While filmic representations of 'enemies' are legion, film studies have so far neglected the way in which filmic mediations of enemy images have contributed to shaping cultural memories. The present volume investigates the (de)(re)constructions of enemy images in international film since the 1970s. The three parts deal with (re)configurations of the enemy in contemporary global cinemas, analysing films on the two world wars, on regional military conflicts, ethnic, racial and gender conflicts, socio-political conflicts and forms of terrorism. The essays concentrate on film aesthetics and contemporary (geo)politics, on filmic renderings of identity crises caused by troubled national pasts, and on the way films explore the collective psychological mechanisms at play in the construction, perpetuation or problematizing of enemy images. The volume aims to show how in spite of the diversity of national cinemas, moving images are constitutive of national collectivities by rendering conflicts involving an external or internal enemy as the defining points in national or communal histories. It also points out how the dynamics of internalism and exteriority (of 'we' and 'they') has proved vital in this process.
While filmic representations of 'enemies' are legion, film studies have so far neglected the way in which filmic mediations of enemy images have contributed to shaping cultural memories. The present volume investigates the (de)(re)constructions of enemy images in international film since the 1970s. The three parts deal with (re)configurations of the enemy in contemporary global cinemas, analysing films on the two world wars, on regional military conflicts, ethnic, racial and gender conflicts, socio-political conflicts and forms of terrorism. The essays concentrate on film aesthetics and contemporary (geo)politics, on filmic renderings of identity crises caused by troubled national pasts, and on the way films explore the collective psychological mechanisms at play in the construction, perpetuation or problematizing of enemy images. The volume aims to show how in spite of the diversity of national cinemas, moving images are constitutive of national collectivities by rendering conflicts involving an external or internal enemy as the defining points in national or communal histories. It also points out how the dynamics of internalism and exteriority (of 'we' and 'they') has proved vital in this process.

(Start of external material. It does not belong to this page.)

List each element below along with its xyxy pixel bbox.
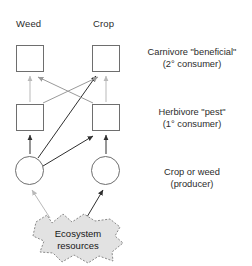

The twenty-seven original contributions to this volume investigate the ways in which the First World War has been commemorated and represented internationally in prose fiction, drama, film, docudrama and comics from the 1960s until the present. The volume thus provides a comprehensive survey of the cultural memory of the war as reflected in various media across national cultures, addressing the complex connections between the cultural post-memory of the war and its mediation. In four sections, the essays investigate (1) the cultural legacy of the Great War (including its mythology and iconography); (2) the implications of different forms and media for representing the war; (3) 'national' memories, foregrounding the differences in post-memory representations and interpretations of the Great War, and (4) representations of the Great War within larger temporal or spatial frameworks, focusing specifically on the ideological dimensions of its 'remembrance' in historical, socio-political, gender-oriented, and post-colonial contexts.